There are various versions of Patient Bill of Rights. Below are two.
1)
Below is a summary of a Bill of Rights that was adopted by the U.S. Advisory Commission on Consumer Protection and Quality in the Health Care Industry in 1998. This Bill of Rights now applies to the insurance plans offered to federal employees. Many other health plans and facilities have also adopted these values. Even Medicare and Medicaid stand by many of them.
Information Disclosure: You have the right to accurate and easily-understood information about your health plan, health care professionals, and health care facilities. If you speak another language, have a physical or mental disability, or just don’t understand something, help should be provided so you can make informed health care decisions.
Choice of Providers and Plans: You have the right to a choice of health care providers who can give you high-quality health care when you need it.
Access to Emergency Services: If you have severe pain, an injury, or sudden illness that makes you believe that your health is in serious danger, you have the right to be screened and stabilized using emergency services. These services should be provided whenever and wherever you need them, without the need to wait for authorization and without any financial penalty.
Participation in Treatment Decisions: You have the right to know your treatment options and to take part in decisions about your care.

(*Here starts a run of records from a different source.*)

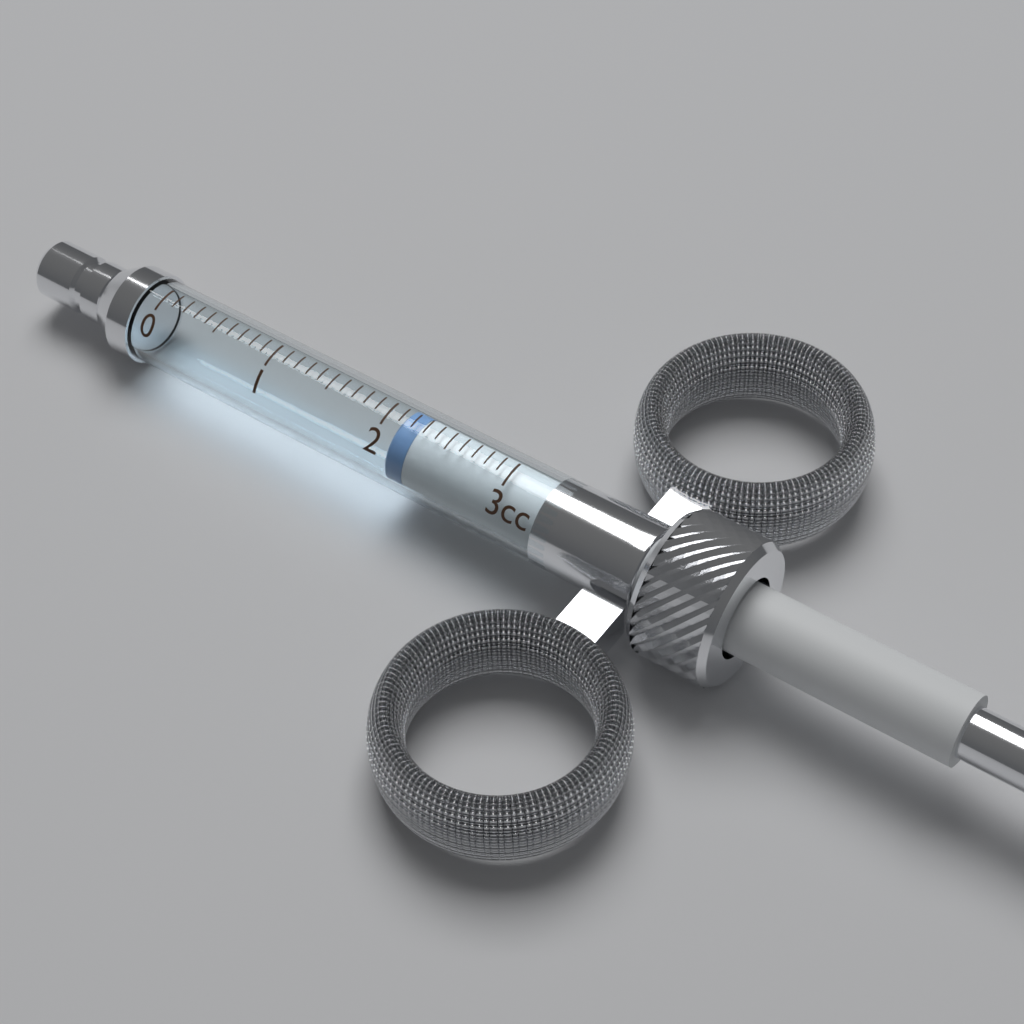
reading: 2.1 cc
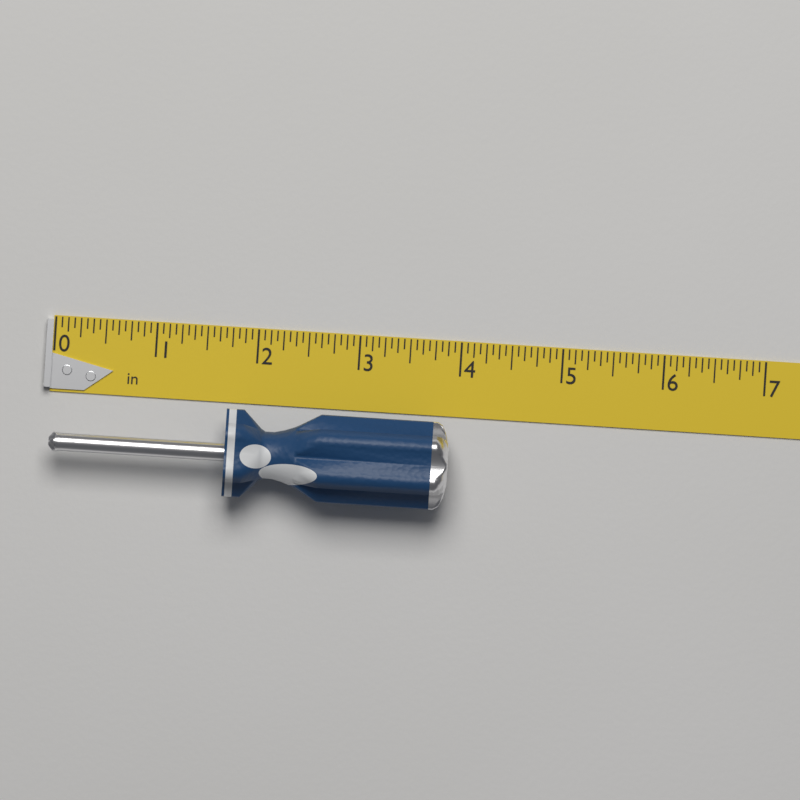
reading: 3.9375 in
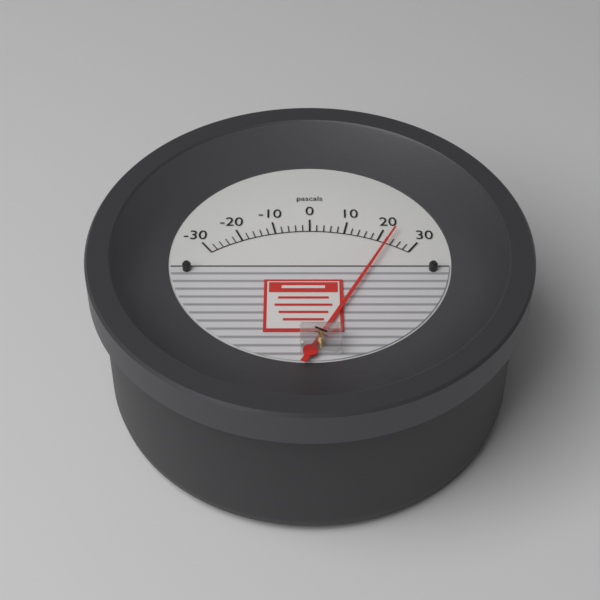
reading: 23 Pa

Parents, guardians, family members, or others that you select can represent you if you cannot make your own decisions.
Respect and Non-discrimination: You have a right to considerate, respectful care from your doctors, health plan representatives, and other health care providers that does not discriminate against you.

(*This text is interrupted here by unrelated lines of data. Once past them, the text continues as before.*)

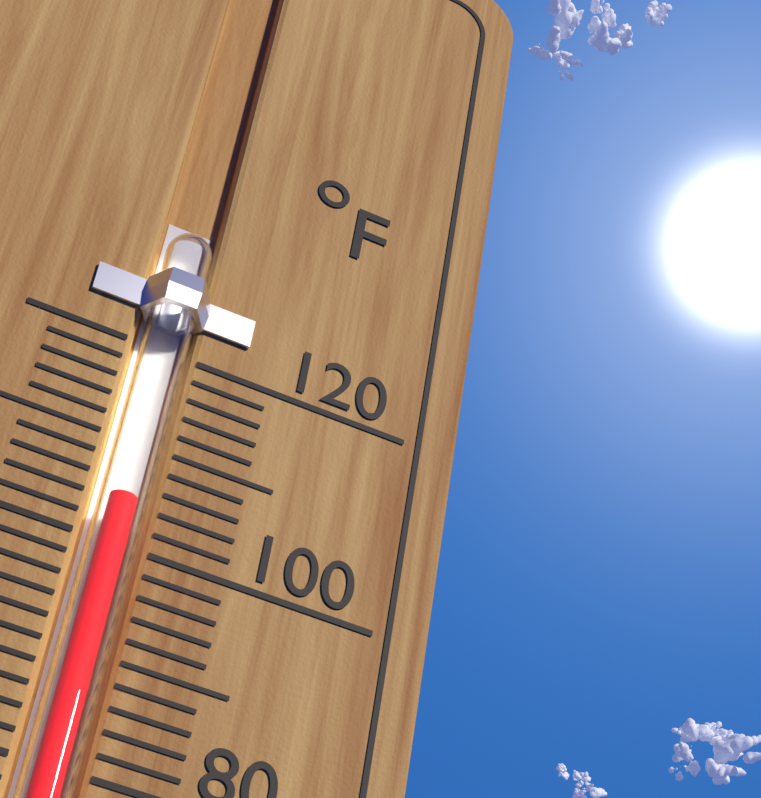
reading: 104 °F
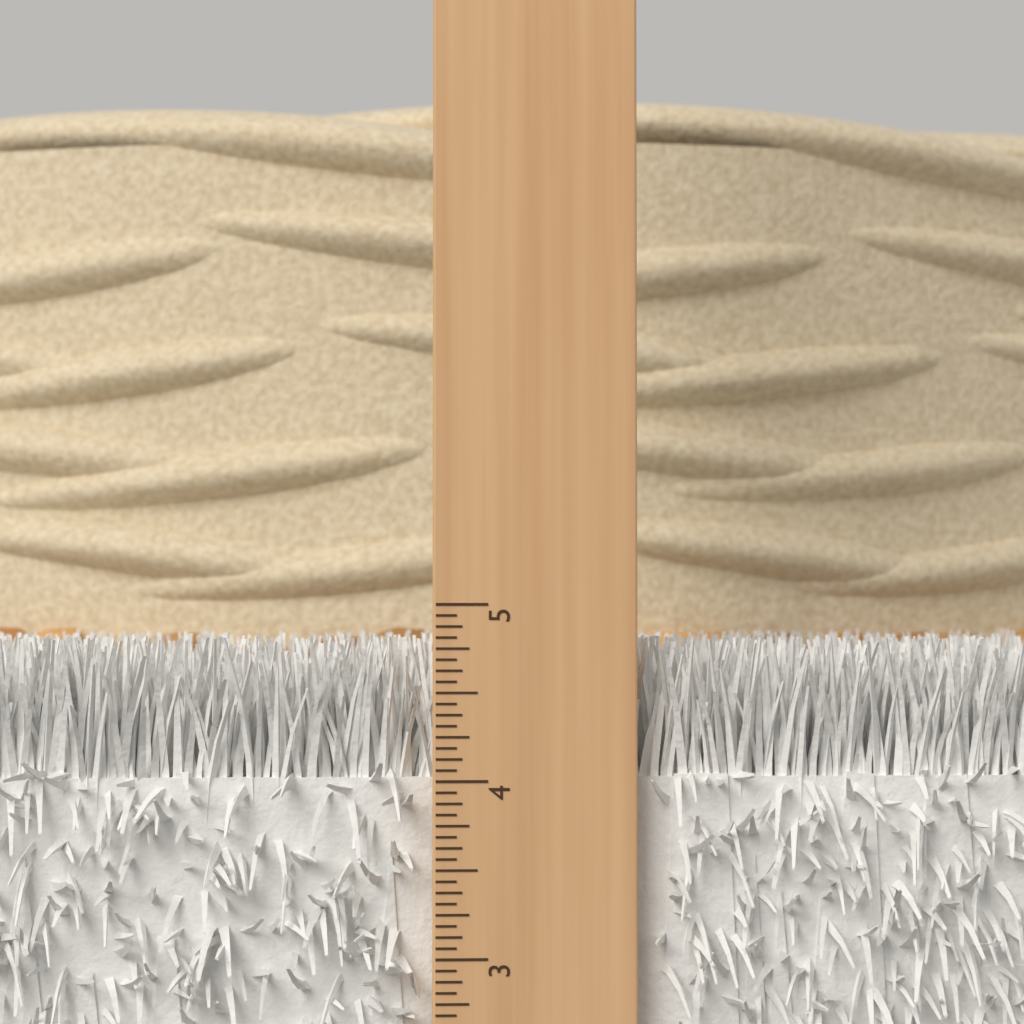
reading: 4.8125 in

Confidentiality of Health Information: You have the right to talk privately with health care providers and to have your health care information protected. You also have the right to read and copy your own medical record. You have the right to ask that your doctor change your record if it is not accurate, relevant, or complete.
Complaints and Appeals: You have the right to a fair, fast, and objective review of any complaint you have against your health plan, doctors, hospitals or other health care personnel. This includes complaints about waiting times, operating hours, the actions of health care personnel, and the adequacy of health care facilities.
2)
The patient has the right to considerate and respectful care.
The patient has the right to know, by name, the physician responsible for coordinating his or her care at the Clinical Center.
The patient has the right to obtain from his or her physician complete current information about diagnosis, treatment, and prognosis in easily understandable terms. If it is medically inadvisable to give such information to the patients, it will be given to a legally authorized representative.
The patient has the right to receive from his or her physician information necessary to give informed consent prior to the start of any procedure or treatment. Except in emergencies this will include, but not necessarily be limited to, a description of the specific procedure or treatment, any risks involved, and the probable duration of any incapacitation. When there are alternatives to therapeutically designed research protocols, the patient has the right to know about them. The patient also has the right to know the name of the person responsible for directing the procedures or treatment.
The patient has the right to refuse to participate in research, to refuse treatment to the extent permitted by law, and has the right to be informed of the medical consequences of these actions including possible dismissal from the study and discharge from the institution. If discharge would jeopardize the patient's health, he or she has the right to remain under Clinical Center care until discharge or transfer is medically advisable.
The patient has the right to be transferred to another facility when his or her participation in the Clinical Center study is terminated, providing the transfer is medically permissible, the patient has been informed of the needs for and alternatives to such a transfer, and the facility has agreed to accept the patient.
The patient has the right to privacy concerning the medical care program. Case discussion, consultation, examination, and treatment are confidential and will be conducted discreetly. The patient has the right to expect that all communications and records pertaining to care will be treated as confidential to the extent permitted by law.
The patient has the right to routine services whenever hospitalized at the Clinical Center in connection with the active protocol for which he or she is eligible; these services will generally include diagnostic procedures and medical treatment deemed necessary and advisable by the professional staff. Complicating chronic conditions will be noted, reported to the patient, and treated as necessary without the assumption of long-term responsibility for their management. The patient may be returned for long-term or definitive care of these conditions to the referring physician or to other appropriate medical resources.
The patient has the right to expect that medical information about him or her discovered at the Clinical Center, as well as an account of his or her medical program here, will be communicated to the referring physician.
The patient has the right, at any time during the medical program, to designate additional physicians or organizations to receive medical updates. The patient should inform the Outpatient Department staff of these additions.
The patient has the right to know in advance what appointment times and physicians are available and where to go for continuity of care provided by the Clinical Center when such care is required under the study for which the patient was admitted.